Most of Champion’s business is in sole-source, proprietary products, Marlin said. The defense side is a little more competitive as he said close to 50% of the defense aftermarket business is dual source. General Electric is a competitor because GE owns Unison. But, Marlin said that competition is good for business and “the government has done a good job of forcing that competition.”
On the commercial side, Marlin said Champion products are on new aircraft, such as the Airbus A320 and the Boeing 737. He said the company is also making ignition systems for next engine options produced by Airbus and a pure power engine from Pratt & Whitney. Marlin said there is “not a whole lot of business direct with Boeing,” though Champion Aerospace is a supplier.
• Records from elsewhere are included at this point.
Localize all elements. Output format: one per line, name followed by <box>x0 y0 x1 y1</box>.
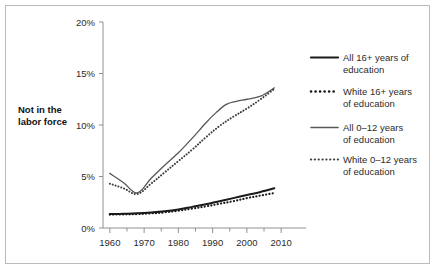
y-tick-label: 5% <box>81 171 95 182</box>
x-tick-label: 2000 <box>236 237 257 248</box>
axis-title-group: Not in the labor force <box>18 104 67 127</box>
y-tick-label: 0% <box>81 223 95 234</box>
data-series-group <box>110 88 274 215</box>
x-tick-label: 2010 <box>271 237 292 248</box>
y-tick-label: 15% <box>76 68 96 79</box>
chart-legend: All 16+ years ofeducationWhite 16+ years… <box>311 52 417 177</box>
series-line-2 <box>110 88 274 193</box>
x-tick-label: 1980 <box>168 237 189 248</box>
legend-label-0-line2: education <box>343 64 384 75</box>
series-line-1 <box>110 193 274 215</box>
chart-figure: Not in the labor force 0%5%10%15%20% 196… <box>0 0 435 269</box>
legend-label-2-line1: All 0–12 years <box>343 122 403 133</box>
series-line-3 <box>110 89 274 194</box>
x-tick-label: 1960 <box>99 237 120 248</box>
x-tick-label: 1990 <box>202 237 223 248</box>
y-tick-label: 20% <box>76 17 96 28</box>
y-axis-title-line2: labor force <box>18 116 67 127</box>
legend-label-1-line1: White 16+ years <box>343 86 412 97</box>
y-axis-tick-labels: 0%5%10%15%20% <box>76 17 96 234</box>
legend-label-0-line1: All 16+ years of <box>343 52 409 63</box>
line-chart: Not in the labor force 0%5%10%15%20% 196… <box>0 0 435 269</box>
legend-label-3-line2: of education <box>343 166 395 177</box>
y-axis-title-line1: Not in the <box>18 104 62 115</box>
legend-label-3-line1: White 0–12 years <box>343 154 417 165</box>
x-axis-tick-labels: 196019701980199020002010 <box>99 237 291 248</box>
legend-label-1-line2: of education <box>343 98 395 109</box>
x-tick-label: 1970 <box>134 237 155 248</box>
y-tick-label: 10% <box>76 120 96 131</box>
legend-label-2-line2: of education <box>343 134 395 145</box>
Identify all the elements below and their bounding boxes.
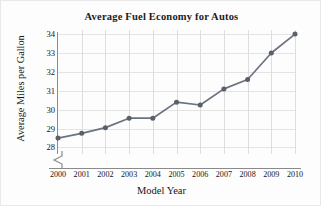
- x-axis-title: Model Year: [1, 185, 321, 196]
- data-point-marker: [103, 125, 108, 130]
- y-axis-title: Average Miles per Gallon: [15, 14, 26, 164]
- data-point-marker: [198, 102, 203, 107]
- data-point-marker: [245, 77, 250, 82]
- data-point-marker: [174, 100, 179, 105]
- data-point-marker: [127, 116, 132, 121]
- data-point-marker: [221, 86, 226, 91]
- data-point-marker: [150, 116, 155, 121]
- data-point-marker: [269, 51, 274, 56]
- chart-figure: Average Fuel Economy for Autos 34 33 32 …: [0, 0, 321, 206]
- data-point-marker: [79, 131, 84, 136]
- data-point-marker: [56, 136, 61, 141]
- data-point-marker: [293, 32, 298, 37]
- x-tick-label: 2010: [278, 171, 312, 179]
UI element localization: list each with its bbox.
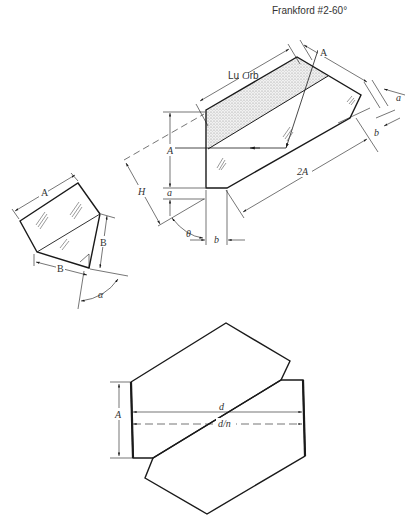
dim-a-right: a — [396, 92, 401, 103]
combined-prism — [110, 323, 305, 514]
dim-b-bottom: b — [214, 234, 219, 245]
dim-B-right: B — [100, 237, 107, 248]
pentaprism — [12, 173, 128, 309]
dim-alpha: α — [98, 289, 104, 300]
dim-H: H — [137, 186, 146, 197]
dim-A-top: A — [320, 47, 328, 58]
dim-B-bottom: B — [57, 263, 64, 274]
dim-A-penta: A — [41, 187, 49, 198]
luxorb-prism — [124, 40, 405, 245]
dim-A-combined: A — [114, 409, 122, 420]
dim-a-left: a — [167, 187, 172, 198]
dim-A-left: A — [166, 145, 174, 156]
dim-d-over-n: d/n — [218, 418, 231, 429]
diagram-canvas: C A a b A a H 2A θ b — [0, 0, 412, 523]
dim-d: d — [219, 401, 225, 412]
dim-2A: 2A — [297, 166, 309, 177]
dim-C: C — [242, 70, 249, 81]
dim-b-right: b — [374, 127, 379, 138]
dim-theta: θ — [186, 228, 191, 239]
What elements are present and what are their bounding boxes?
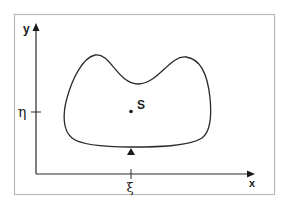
x-tick-label-xi: ξ — [127, 180, 134, 195]
diagram-canvas: y x η ξ S — [0, 0, 288, 208]
x-axis-label: x — [249, 177, 256, 189]
y-axis-label: y — [23, 22, 30, 36]
support-triangle-icon — [127, 148, 135, 155]
point-s-dot — [129, 110, 133, 114]
y-tick-label-eta: η — [18, 104, 26, 120]
y-axis-arrow-icon — [33, 23, 40, 31]
point-s-label: S — [137, 98, 145, 112]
“Our ignition systems are on the engines that they are building for the (Boeing) 787s in South Carolina, so the Rolls-Royce Track 1000 engine has a Champion ignition system on it,” Marlin said. “The lion’s share of our business is to the engine OEMs like a Rolls-Royce or Pratt & Whitney or GE, the guys that are building the engines.”
As for growth opportunity, Marlin said General Electric could provide more on the commercial side for Champion. However, GE owns Unison, a competitor of Champion, so Marlin said investing in research and development as well as technology in order to beat the competition is what Champion is striving for. He said Champion continuously works on solid-state technology for the exciter part of the ignition system. They also focus on ignition leads and new ignition technology like plasma ignition.
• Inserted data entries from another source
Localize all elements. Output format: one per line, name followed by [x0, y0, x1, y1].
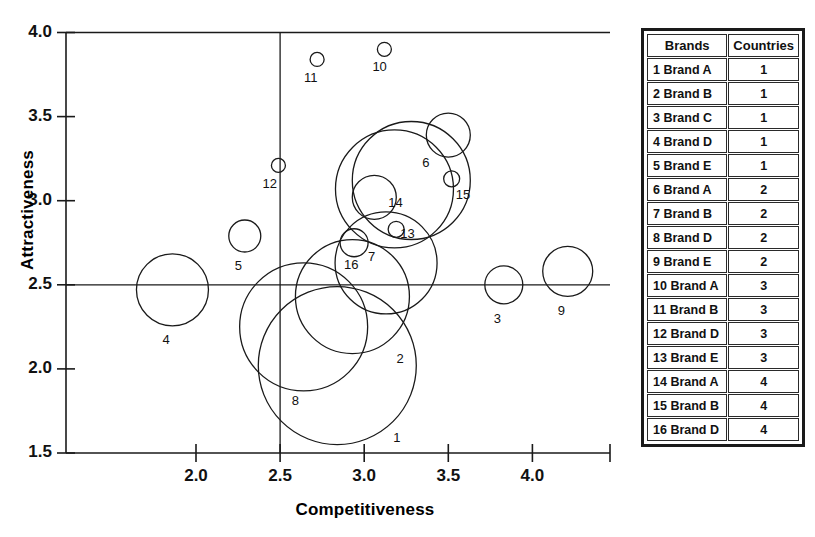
- bubble-label-2: 2: [396, 351, 403, 366]
- legend-table-element: Brands Countries 1 Brand A12 Brand B13 B…: [646, 33, 800, 442]
- table-row: 6 Brand A2: [647, 178, 799, 201]
- bubble-16[interactable]: [340, 229, 368, 257]
- table-row: 14 Brand A4: [647, 370, 799, 393]
- cell-brand: 12 Brand D: [647, 322, 727, 345]
- bubble-label-7: 7: [368, 249, 375, 264]
- table-row: 15 Brand B4: [647, 394, 799, 417]
- table-row: 4 Brand D1: [647, 130, 799, 153]
- y-tick-label: 4.0: [6, 22, 52, 42]
- column-header-countries: Countries: [728, 34, 799, 57]
- cell-countries: 1: [728, 154, 799, 177]
- bubble-label-6: 6: [422, 155, 429, 170]
- table-row: 9 Brand E2: [647, 250, 799, 273]
- bubble-label-14: 14: [388, 195, 402, 210]
- cell-brand: 1 Brand A: [647, 58, 727, 81]
- table-row: 8 Brand D2: [647, 226, 799, 249]
- x-axis-title: Competitiveness: [200, 500, 530, 520]
- table-body: 1 Brand A12 Brand B13 Brand C14 Brand D1…: [647, 58, 799, 441]
- cell-countries: 4: [728, 394, 799, 417]
- bubble-4[interactable]: [136, 254, 208, 326]
- cell-brand: 13 Brand E: [647, 346, 727, 369]
- x-tick-label: 3.5: [423, 466, 473, 486]
- cell-countries: 3: [728, 346, 799, 369]
- table-row: 1 Brand A1: [647, 58, 799, 81]
- cell-countries: 1: [728, 58, 799, 81]
- cell-countries: 1: [728, 130, 799, 153]
- bubble-label-5: 5: [235, 258, 242, 273]
- x-tick-label: 4.0: [507, 466, 557, 486]
- x-tick-label: 2.5: [255, 466, 305, 486]
- cell-brand: 6 Brand A: [647, 178, 727, 201]
- cell-brand: 5 Brand E: [647, 154, 727, 177]
- bubble-11[interactable]: [310, 52, 324, 66]
- bubble-1[interactable]: [258, 287, 416, 445]
- bubble-chart-page: 1.52.02.53.03.54.0 2.02.53.03.54.0 12345…: [0, 0, 815, 537]
- cell-brand: 10 Brand A: [647, 274, 727, 297]
- bubble-label-11: 11: [304, 70, 318, 85]
- cell-brand: 16 Brand D: [647, 418, 727, 441]
- table-head: Brands Countries: [647, 34, 799, 57]
- table-row: 16 Brand D4: [647, 418, 799, 441]
- axes: [57, 33, 610, 463]
- quadrant-crosshair: [66, 33, 610, 454]
- table-row: 5 Brand E1: [647, 154, 799, 177]
- cell-brand: 14 Brand A: [647, 370, 727, 393]
- table-header-row: Brands Countries: [647, 34, 799, 57]
- cell-countries: 1: [728, 82, 799, 105]
- bubble-label-15: 15: [456, 187, 470, 202]
- table-row: 11 Brand B3: [647, 298, 799, 321]
- table-row: 3 Brand C1: [647, 106, 799, 129]
- bubble-10[interactable]: [377, 42, 391, 56]
- bubble-label-4: 4: [162, 332, 169, 347]
- cell-brand: 4 Brand D: [647, 130, 727, 153]
- table-row: 13 Brand E3: [647, 346, 799, 369]
- cell-brand: 8 Brand D: [647, 226, 727, 249]
- cell-countries: 3: [728, 298, 799, 321]
- bubble-label-8: 8: [292, 393, 299, 408]
- bubble-5[interactable]: [229, 220, 261, 252]
- cell-countries: 1: [728, 106, 799, 129]
- y-tick-label: 2.0: [6, 358, 52, 378]
- cell-brand: 11 Brand B: [647, 298, 727, 321]
- cell-countries: 2: [728, 202, 799, 225]
- table-row: 7 Brand B2: [647, 202, 799, 225]
- bubble-12[interactable]: [271, 158, 285, 172]
- cell-countries: 3: [728, 322, 799, 345]
- cell-countries: 2: [728, 250, 799, 273]
- bubble-label-9: 9: [558, 303, 565, 318]
- bubble-label-3: 3: [494, 311, 501, 326]
- bubble-label-13: 13: [400, 226, 414, 241]
- bubble-label-12: 12: [262, 176, 276, 191]
- cell-brand: 7 Brand B: [647, 202, 727, 225]
- cell-brand: 2 Brand B: [647, 82, 727, 105]
- bubble-label-16: 16: [344, 257, 358, 272]
- cell-countries: 2: [728, 226, 799, 249]
- table-row: 2 Brand B1: [647, 82, 799, 105]
- cell-brand: 9 Brand E: [647, 250, 727, 273]
- bubble-9[interactable]: [543, 246, 593, 296]
- cell-countries: 4: [728, 418, 799, 441]
- bubble-series: [136, 42, 592, 444]
- x-tick-label: 3.0: [339, 466, 389, 486]
- cell-countries: 2: [728, 178, 799, 201]
- bubble-label-1: 1: [393, 430, 400, 445]
- cell-brand: 3 Brand C: [647, 106, 727, 129]
- column-header-brands: Brands: [647, 34, 727, 57]
- bubble-chart: 1.52.02.53.03.54.0 2.02.53.03.54.0 12345…: [0, 0, 630, 537]
- x-tick-label: 2.0: [171, 466, 221, 486]
- brands-countries-table: Brands Countries 1 Brand A12 Brand B13 B…: [641, 28, 805, 447]
- cell-countries: 3: [728, 274, 799, 297]
- cell-brand: 15 Brand B: [647, 394, 727, 417]
- cell-countries: 4: [728, 370, 799, 393]
- y-axis-title: Attractiveness: [18, 120, 38, 300]
- bubble-label-10: 10: [372, 59, 386, 74]
- y-tick-label: 1.5: [6, 442, 52, 462]
- table-row: 12 Brand D3: [647, 322, 799, 345]
- table-row: 10 Brand A3: [647, 274, 799, 297]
Additionally, work on the Pratt & Whitney F135 engine that is part of Lockheed Martin’s F-35 Joint Strike Fighter is “ramping up” as Champion manufactures the ignition system for the F135 main engine and afterburner.
“That is the fighter of the future for all the allied forces. So it is a huge ramp up growth program. You see it in the media all the time. It is overspent to the budget. There is a big spotlight on it because it is so much money that the Department of Defense is spending on that airplane,” Marlin said. “Even if they do reduce the rate a little bit they are going to make a lot of them and it is a big program, not only for Lockheed Martin.”
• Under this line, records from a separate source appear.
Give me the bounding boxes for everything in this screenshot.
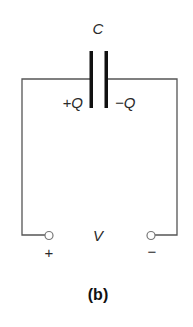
circuit-wires [22,79,177,235]
positive-terminal-sign: + [45,244,54,261]
voltage-label: V [93,227,105,244]
capacitor-label: C [93,20,104,37]
capacitor-symbol [90,51,109,108]
figure-caption: (b) [88,286,108,303]
positive-charge-label: +Q [63,94,84,111]
negative-charge-label: −Q [115,94,136,111]
capacitor-plate-negative [105,51,109,108]
capacitor-plate-positive [90,51,94,108]
positive-terminal-icon [45,232,53,240]
negative-terminal-icon [147,232,155,240]
negative-terminal-sign: − [148,243,157,260]
capacitor-circuit-diagram: C +Q −Q V + − (b) [0,0,193,327]
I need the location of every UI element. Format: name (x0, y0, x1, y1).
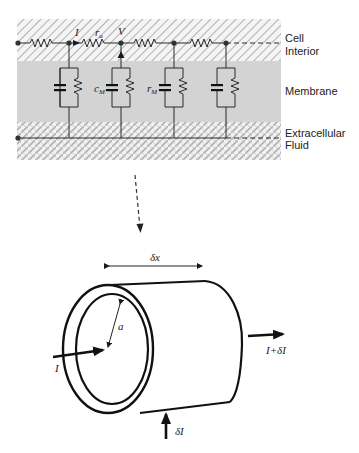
radius-label: a (118, 320, 124, 332)
capacitor-icon (159, 84, 171, 86)
extracellular-region (17, 122, 281, 160)
extracellular-label: Extracellular (285, 127, 346, 139)
capacitor-icon (106, 84, 118, 86)
zoom-connector-arrow-icon (135, 175, 144, 233)
node-icon (15, 135, 20, 140)
membrane-label: Membrane (285, 85, 338, 97)
cable-model-diagram: I ra V cM rM Cell Interior Membrane Extr… (0, 0, 359, 453)
cable-segment-cylinder (63, 281, 242, 413)
node-icon (15, 40, 20, 45)
cell-interior-label: Cell (285, 32, 304, 44)
capacitor-icon (54, 84, 66, 86)
length-dimension: δx (109, 251, 202, 266)
cell-interior-region (17, 19, 281, 61)
membrane-current-label: δI (175, 425, 185, 437)
capacitor-icon (211, 84, 223, 86)
output-current-arrow-icon (248, 334, 283, 336)
length-label: δx (150, 251, 160, 263)
extracellular-label-2: Fluid (285, 139, 309, 151)
cell-interior-label-2: Interior (285, 45, 320, 57)
input-current-label: I (54, 362, 60, 374)
circuit-panel: I ra V cM rM Cell Interior Membrane Extr… (15, 19, 345, 160)
output-current-label: I+δI (265, 344, 287, 356)
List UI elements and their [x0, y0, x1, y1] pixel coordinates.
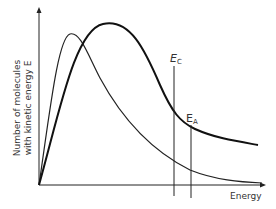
ea-label: EA — [186, 112, 198, 126]
curve-thick — [39, 23, 258, 185]
curve-thin — [39, 34, 262, 185]
y-axis-arrow-icon — [37, 7, 42, 13]
y-axis — [37, 7, 42, 185]
x-axis — [39, 183, 266, 188]
energy-distribution-diagram: EC EA Energy Number of molecules with ki… — [0, 0, 276, 209]
x-axis-label: Energy — [230, 191, 262, 201]
svg-text:with kinetic energy E: with kinetic energy E — [23, 60, 33, 155]
svg-text:Number of molecules: Number of molecules — [12, 60, 22, 157]
ec-label: EC — [170, 52, 182, 66]
y-axis-label: Number of molecules with kinetic energy … — [12, 60, 33, 157]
Marlin, a member of the S.C. Aerospace Advisory Boardorganized in 2015 to promote and grow the industry in the state, said the S.C. Department of Commerce and the board are “doing everything we can to get more aerospace businesses down here. It is heading in the right direction. Certainly Boeing helped that.”
Marlin said he is working with Clemson University, Greenville Technical College, Tri-County Technical College and local schools in recruiting employees and supporting growth of “programs that are more aerospace targeted.”